Out of the Ashes, Robert W. White

Reviewer: Wouter van Dijk

Out of the Ashes. An Oral History of the Provisional Irish Republican Movement, Robert W. White

Merrion Press (imprint of Irish Academic Press), Newbridge 2017
ISBN: 978-1-78537-093-9

Paperback, with photographs in colour, appendices, notes, sources and bibliography and index
488 pages
€ 24,99


An historical and sociological approach of Irish republicanism

With the stepping down of Gerry Adams as President of Sinn Féin the Irish republican movement briefly stood in the international spotlights again after quite some time. And although large-scale violence has come to an end, politically Nationalists and Loyalists still keep engaged in bitter conflict, fighting with words rather than with guns however. Studies about the conflict in the north of the Emerald Isle have filled many a bookcase, but White’s study takes an original approach. Like the book by Aaron Edwards on the Ulster Volunteer Force, White makes use of interviews he held with participants in the movement. In fact, White’s study relies heavily on this kind of source material, for his intention was to write an oral history of Irish republicanism, the history of the so-called ‘provisional’ branch of the movement to be exactly. In doing so, he combines history with sociology to reach a deeper understanding as to why people join social movements and why they do or do not stay involved in them. White is Professor and Chair of the Department of Sociology at Indiana University-Purdue University Indianapolis and has written extensively about social movement and Irish republicanism.

The Provisional Irish Republican Army (PIRA) emerged when the IRA split in the years 1969-1970 when violence escalated in Northern Ireland. The author states that though the question of the defence of the North split republicans in Belfast, the disunity over the policy of abstentionism (the taking of seats in parliament after elections) split the Republican movement as a whole. This led ultimately to the creation of the Provisional IRA, so called after the fashion of the 1916 rebels who created a ‘provisional’ Irish Republic. The definitive split between the Provisional and Offical IRA, as the latter came to be called, that occurred in 1969-1970 had several reasons that were mutually intertwined. The most important were that the Officals wanted to stop the practice of abstentionism, thus in effect recognize the parliaments of Stormont, Westminster and Leinster House and thus partition. Secondly the Provo’s feared the increasing radicalization of leftwing politics in the organisation and thirdly there was the failure to protect Catholics in the North from Loyalist attacks in 1969.

The popular myth of the Provisional IRA ‘rising like a phoenix out of the ashes’ left after the 1969 attacks is disproved by White. The leaders of the Provisionals were long-established IRA veterans from the campaigns of the forties and fifties, a large majority of which didn’t even come from the North. They were mainly from the South and West of the Republic, while the Officials’s leadership was largely Dublin-based. Instrumental in the new movement were Ruairí Ó Brádaigh and Dáithí O’Connell. They led the Provisionals to what in hindsight was their finest hour in 1972 and to the truce in the struggle in 1975. In later years they were heavily criticized by the younger members of the movement such as Martin McGuinness and Gerry Adams for the decision to call a truce at that moment in time. As it turned out, the IRA would never become as powerful as in the first years of the seventies. Although their decision to call a truce was justified because the PIRA was exhausted by the continuing harassment of the British army, Ó Brádaigh, O’Connell and the rest of the Old Guard eventually had to give way to the youth. Interestingly, it were these new leaders that set the Republican movement on the road to disarmament and constitutional politics. In order to do so, they had to do what they had blamed their onetime leaders so hard for; call a ceasefire. To bring the armed campaign to a peaceful end, Adams and McGuinness had to lure their militant followers along. They mostly succeeded in doing this, although on the way there were two more splits in the Republican movement, by people who wouldn’t accept the U-turn in principles and policy both the IRA and the political wing Sinn Féin had made. They were denounced as dissidents, where in fact the Provo’s had become dissidents to the Republican ideals. History is often written by the ones who are the most powerful.

In telling the story of the forty years of Provisional Irish republicanism with a lot of statements and quotes by participants and (former) members of the organizations involved, White makes a valuable contribution to the written history of Irish republicanism. Moreover, he shows why and how people became involved, why they stayed or left the movement and what part the movement played and plays in their lives. One of his conclusions is that it were mostly working class young people who came from republican families that became active in the movement. To have a sympathetic environment around you helps staying involved, as it does in the case of other social movements. Sometimes the repression by the authorities led to abandonment of the movement, but mostly it just caused a greater stubbornness to continue. White’s book helps giving many of the men and women active in the republican movement a voice, since they are quoted extensively throughout the publication. It also helps to give us a better understanding of what they did, and why they did it.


▶ _WORK ITEM_: What lines of the material hold the string "Where"? Pull each of them out.
DATA LISTING START
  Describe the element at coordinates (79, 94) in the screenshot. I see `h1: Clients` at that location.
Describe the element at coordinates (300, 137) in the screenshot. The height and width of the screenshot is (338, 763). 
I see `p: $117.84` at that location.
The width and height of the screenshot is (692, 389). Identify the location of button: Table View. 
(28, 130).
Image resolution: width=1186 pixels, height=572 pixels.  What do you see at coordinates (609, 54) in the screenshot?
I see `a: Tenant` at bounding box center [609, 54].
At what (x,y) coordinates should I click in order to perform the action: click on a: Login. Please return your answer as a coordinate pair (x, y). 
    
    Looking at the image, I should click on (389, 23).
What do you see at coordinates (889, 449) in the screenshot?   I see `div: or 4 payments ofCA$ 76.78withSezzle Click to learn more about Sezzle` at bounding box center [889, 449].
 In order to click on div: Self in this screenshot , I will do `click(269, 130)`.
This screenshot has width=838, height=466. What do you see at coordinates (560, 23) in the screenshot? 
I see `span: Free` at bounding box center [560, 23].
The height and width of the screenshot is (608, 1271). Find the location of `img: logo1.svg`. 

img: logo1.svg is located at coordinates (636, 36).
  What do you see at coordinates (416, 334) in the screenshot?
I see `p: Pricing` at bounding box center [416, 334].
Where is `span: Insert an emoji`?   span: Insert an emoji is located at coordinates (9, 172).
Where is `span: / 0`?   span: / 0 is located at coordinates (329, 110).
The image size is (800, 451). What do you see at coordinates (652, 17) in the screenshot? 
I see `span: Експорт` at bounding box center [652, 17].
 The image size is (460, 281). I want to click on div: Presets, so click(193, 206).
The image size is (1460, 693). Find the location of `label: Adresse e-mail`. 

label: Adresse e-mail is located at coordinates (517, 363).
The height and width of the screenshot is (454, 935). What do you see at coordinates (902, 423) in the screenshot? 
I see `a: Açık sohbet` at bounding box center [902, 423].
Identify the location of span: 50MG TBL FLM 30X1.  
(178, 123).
DATA LISTING END
▶ _RESULT_:
Where is `span: Insert an emoji`?   span: Insert an emoji is located at coordinates (9, 172).
Where is `span: / 0`?   span: / 0 is located at coordinates (329, 110).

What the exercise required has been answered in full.